The move comes as Nicolás Maduro’s government holds its first formal talks with Venezuela’s opposition coalition in more than a year. Meeting in Mexico City on Saturday, the two sides agreed to ask the United Nations to manage billions of dollars in government funds held by foreign banks that would be unfrozen to help ease the humanitarian crisis in Venezuela.
Negotiators also agreed to continue talks next month to discuss the timetable for “free” elections in 2024 and human rights issues.
“We have made clear early on that we believe the best solution for Venezuela is a negotiated solution among Venezuelans,” said a senior Biden administration official, who requested anonymity under White House rules. “To encourage this, we have also expressed our willingness to provide targeted sanctions relief.”
The policy is “open to further adjustments to the sanctions,” the official said. “But any additional action will require additional concrete steps,” including the release of political prisoners and recognition of the legitimacy of the opposition, as well as unrestricted access for UN humanitarian missions.
The official dismissed reports that the government was moving to ease oil shortages and high energy prices exacerbated by Russia’s invasion of Ukraine. “Allowing Chevron to start refining oil from Venezuela will not affect international oil prices. This is really about Venezuela and the process in Venezuela,” the official said, adding that the U.S. is “supporting a peaceful, negotiated solution to the political, humanitarian and economic crisis.” .”
Venezuela has the world’s largest oil reserves, slightly more than Saudi Arabia, but its dense crude is harder to extract. But due to government mismanagement, its production stalled even before Maduro took over in 2013 after the death of former military officer Hugo Chavez, elected in 1998.
U.S. sanctions on Venezuela began 15 years ago, citing drug trafficking, corruption and human rights abuses, and have gradually widened, peaking under Donald Trump. Trump has sharply tightened measures against the state oil company Petróleos de Venezuela, SA, or PDVSA; the central bank; and individuals and companies. The activities of American oil companies there are almost completely banned.
The sanctions are meant to stem revenues from global oil sales, where production has plummeted as black market exports go mostly to China and India. When the Venezuelan opposition declared the December 2018 elections illegal, it recognized parliamentary opposition leader Juan Guaido as interim president. The United States quickly followed suit, recruiting dozens of other Latin American countries to do the same.

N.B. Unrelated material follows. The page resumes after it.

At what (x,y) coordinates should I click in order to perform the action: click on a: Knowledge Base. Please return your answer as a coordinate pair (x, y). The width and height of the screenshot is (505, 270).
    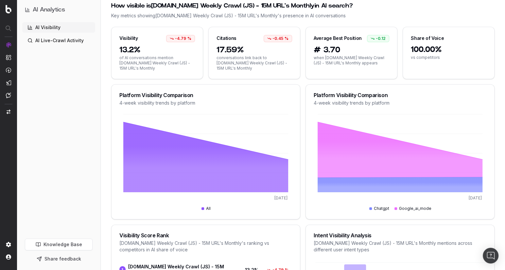
    Looking at the image, I should click on (59, 245).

But economic and political pressure on Maduro has had little effect, with Venezuelans bearing the brunt of the recession and a crackdown that has sent millions fleeing to neighboring countries and the United States, where Venezuelan refugee numbers are surging.
President Biden came into office convinced that Trump’s Venezuela policy had failed, but he has done little to reverse that as powerful lawmakers vow to block any action and the government remains hopeful of winning opposition to Maduro. Venezuelans and other Latinos vote Florida in the midterms. As recently as this summer, Biden called Guaido to assure him that the United States would continue to recognize and support him, even as other governments and members of Guaido’s own opposition coalition were turning their backs on him and calling for talks with Maduro .
The GOP’s electoral defeat in Florida appeared to convince the administration that it was time to act. Chevron officials said it will take some time to resume operations in Venezuela.
The sanctions change appears to be a clever sidestep of the main complaint of US critics – that Maduro’s government could directly benefit. Under the terms of the license, PDVSA will be cut off from any profits it may have made from its joint venture with Chevron.
But Maduro is no worse off than he is now, and one rift in sanctions could lead to others. For the government, any easing of global energy supply is seen as a positive, assuming talks with the opposition continue toward democratic elections and improved human rights.
In a statement Saturday about resuming talks in Mexico, the senators. Senate Foreign Relations Committee Chairman Robert Menendez (D-N.J.), a longtime Venezuelan hardliner, said, “If Maduro again tries to use these negotiations to buy time and further entrench his criminal dictatorship, the United States, our international Partners must quickly restore the full force of our sanctions that brought his regime to the negotiating table in the first place.”